- _Your assignment_
Reproduce only the lines below from the line containing "is (489, 868)." to the line containing "has width=778, height=467.", exactly as written, with both end lines kept. Omit the pictures.

- _Recorded data_
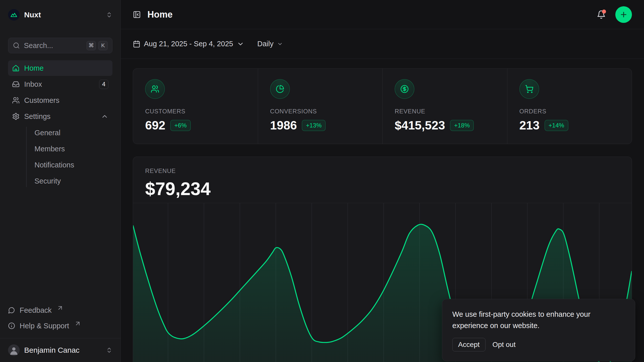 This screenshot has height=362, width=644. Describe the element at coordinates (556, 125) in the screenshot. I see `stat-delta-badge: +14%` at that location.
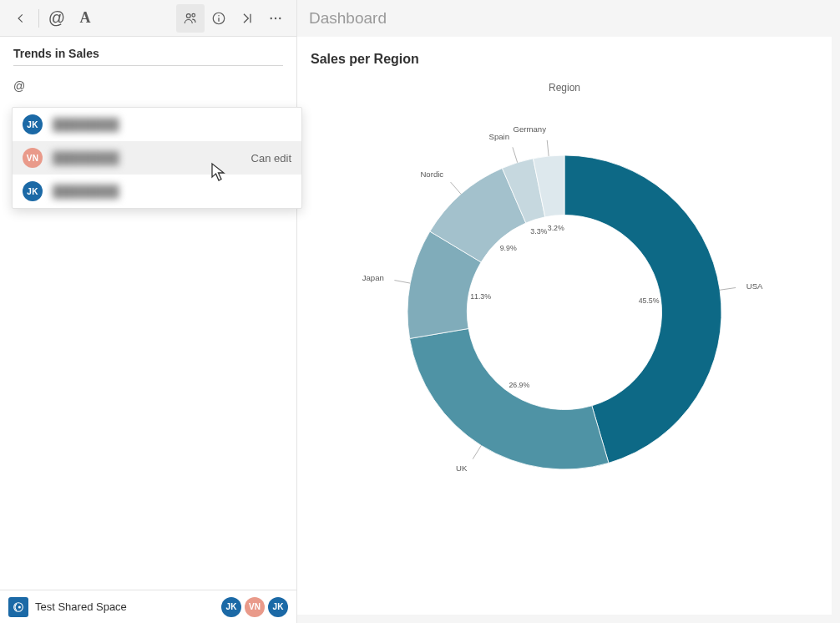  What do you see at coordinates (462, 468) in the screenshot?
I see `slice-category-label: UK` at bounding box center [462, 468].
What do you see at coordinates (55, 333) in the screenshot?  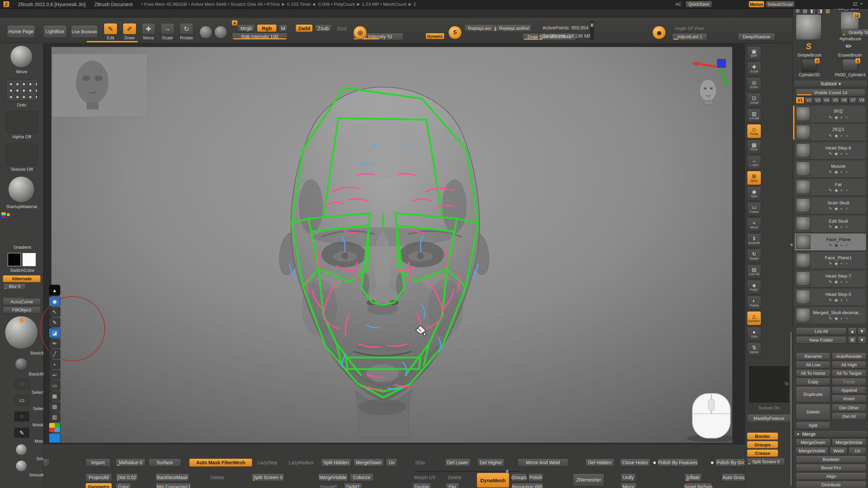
...
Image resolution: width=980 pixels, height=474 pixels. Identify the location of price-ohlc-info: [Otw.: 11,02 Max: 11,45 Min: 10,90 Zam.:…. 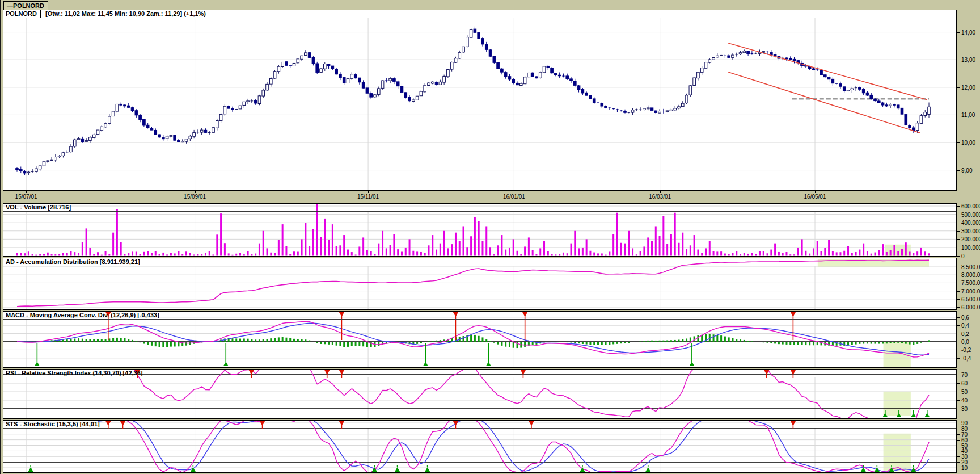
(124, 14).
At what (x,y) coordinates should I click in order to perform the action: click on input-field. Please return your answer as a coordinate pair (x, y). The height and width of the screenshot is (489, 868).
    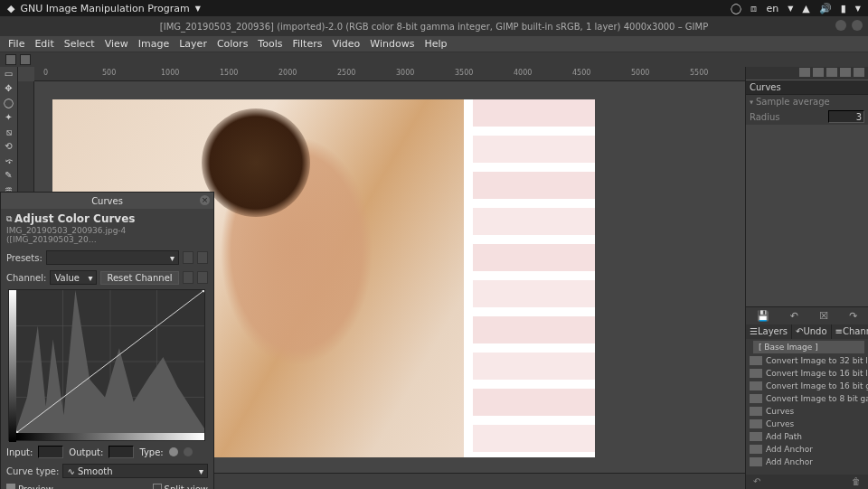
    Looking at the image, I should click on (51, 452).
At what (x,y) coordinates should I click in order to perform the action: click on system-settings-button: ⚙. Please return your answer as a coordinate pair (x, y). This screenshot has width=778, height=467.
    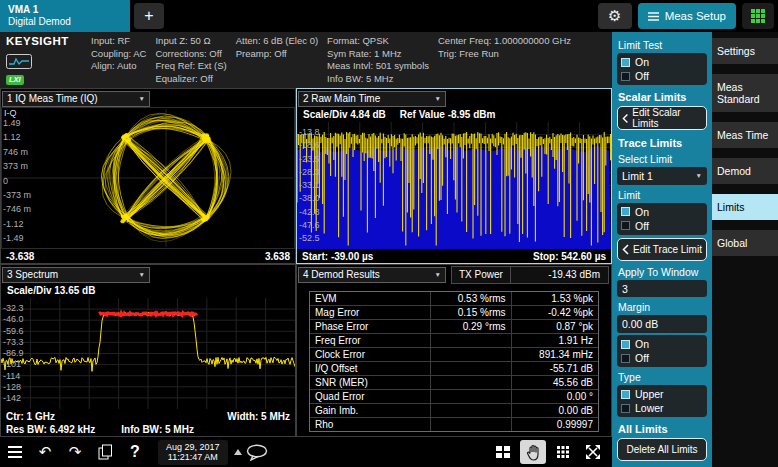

- _Response area_
At what (x,y) coordinates should I click in order to perform the action: click on input-field. Please return your answer as a coordinate pair (x, y). The height and width of the screenshot is (489, 868).
    Looking at the image, I should click on (51, 452).
At what (x,y) coordinates should I click in order to perform the action: click on system-settings-button: ⚙. Please return your answer as a coordinate pair (x, y). This screenshot has width=778, height=467.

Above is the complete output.